Agreeably to the instructions he had received, lieutenant Sterrett ordered the guns, swords, pistols, and ammunition of his prize to be thrown overboard, and both her masts to be cut away by the board. A spar was then raised to serve for a mast, and an old tattered sail hung to it as a flag. In this condition the corsair was sent to Tripoli; and it is related that, on her arrival there, the bashaw marked his indignation by ordering the wounded captain to be paraded through the streets mounted upon an ass, and then to receive 500 bastinadoes. This was a fine reward, certainly, for having held out, against a very superior antagonist, until nearly two thirds of his crew were killed or disabled.

Aug.

On the 21st of August commodore Dale put to sea from Malta with his squadron, and on the 30th captured a greek ship from Smyrna bound to Tripoli, having on board one officer and 20 soldiers, 14 merchants, and some women and children, all Tripolitans. Considering this a good opportunity to negotiate an exchange with the bey for some Americans whom his cruisers had taken, the commodore proceeded straight to Tripoli; and, arriving off the port on the 3d of September, sent on shore a message to that effect. Sept The bey said he would not give one American for all the soldiers; that only eight of the merchants were his subjects; and that he cared very little about any of them. He at length, however, agreed to give three Americans for the 21 soldiers, and three more for the eight merchants. With this the american commodore was obliged to be satisfied. Soon afterwards, finding his crew getting very sickly and his provisions very short, commodore Dale raised the blockade of Tripoli, and steered for Gibraltar. During the winter months the american squadron visited Tripoli only occasionally. In March, 1802, having had all their arrears of presents paid up, the regencies of Algiers and Tunis became satisfied with the

1802. United States. Nothing, however, during the whole of this year, appears to have been done against Tripoli, although the cruisers of that regency were capturing american vessels wherever they could find them.

FRENCH EXPEDITION TO ST.-DOMINGO.

We have already noticed the bustle of preparation going on in the continental ports, just when a treaty of peace had apparently set fleets and armies to at least a temporary rest. An expedition to the island of Saint-Domingo was the plan in agitation. Previously to any account of occurrences on the shores of that ill-fated island, we will bestow a glance upon the changes which the preceding two or three years had effected in a colony that, when France owned it, was the most profitable of any in the West Indies.

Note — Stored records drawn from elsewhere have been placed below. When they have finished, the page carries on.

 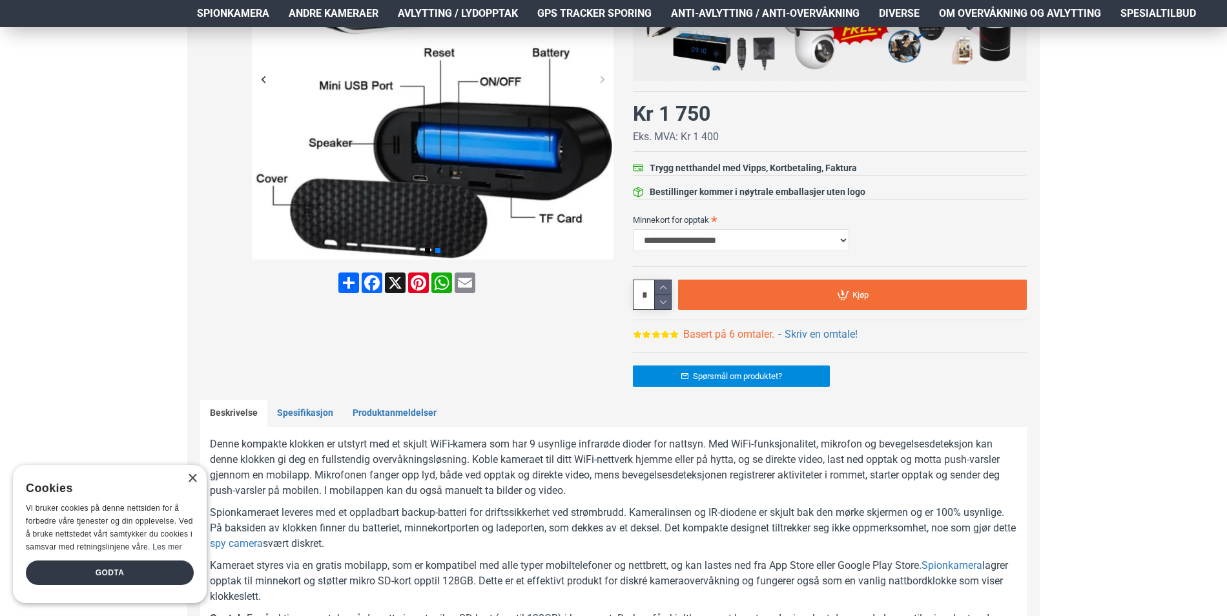 I want to click on a: Les mer, opens a new window, so click(x=167, y=547).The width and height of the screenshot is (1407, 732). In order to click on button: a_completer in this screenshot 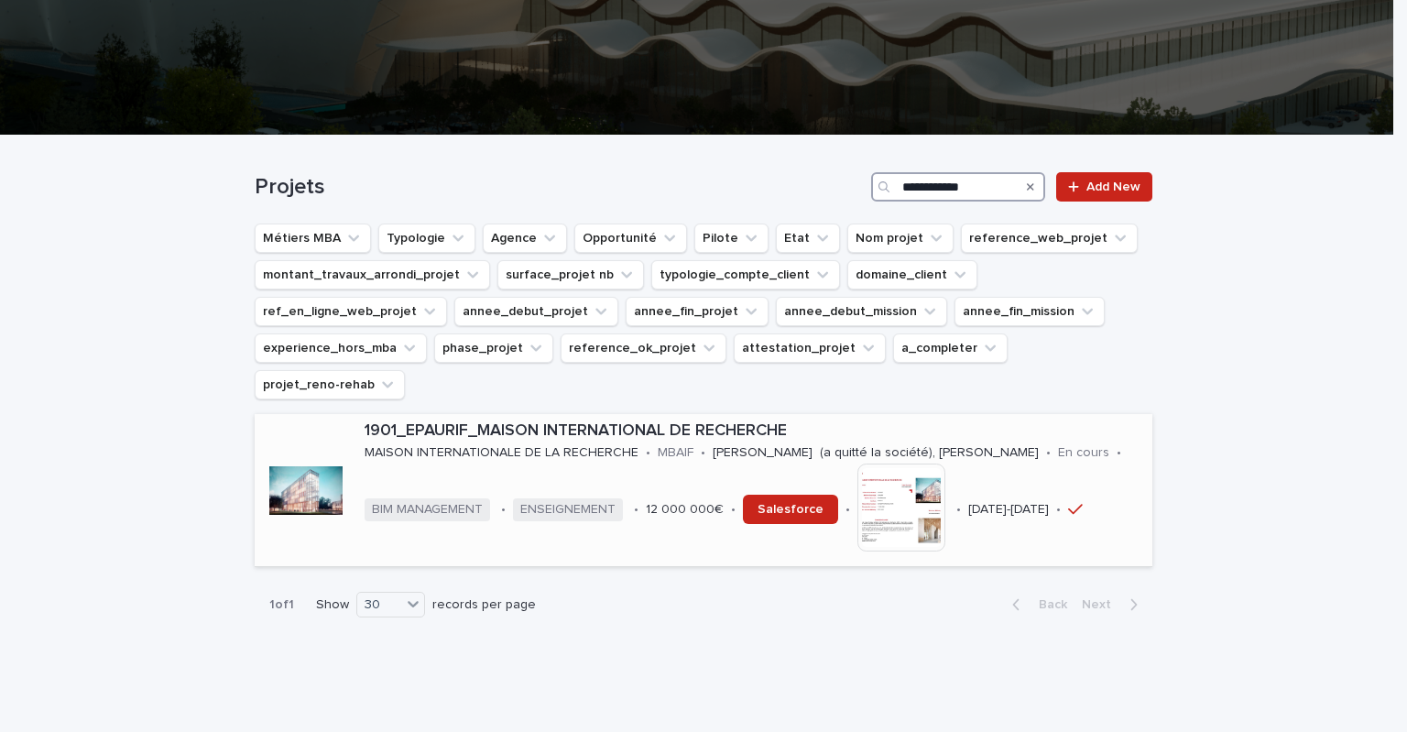, I will do `click(950, 348)`.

Buonaparte, as soon as he had got himself placed at the head of the french government, sent out to Saint-Domingo, an arrêté, containing the programme of a constitution for the government of the island; and, by way of gilding the pill, he appointed the celebrated black general Toussaint-Louverture, commander in chief of the colonial army; of which, owing to the unhealthy state of the island and the impossibility of sending out reinforcements, a very small portion were natives of France. Before the close of the year 1799 Toussaint possessed himself of the spanish part of the island, including the city of Santo-Domingo. Shortly afterwards this gifted negro drew up, and finally got adopted, the plan of a colonial constitution, in which he named himself governor of the island and president for life, with the right of appointing his successor. Toussaint probably would not have ventured to take so bold a step, had he been aware that the war was so near its close: he knew that, while it continued, he should have the protection of the English; and that the ships of the latter would prevent those of France from transporting any troops to recapture the island, or from otherwise molesting him in his possession.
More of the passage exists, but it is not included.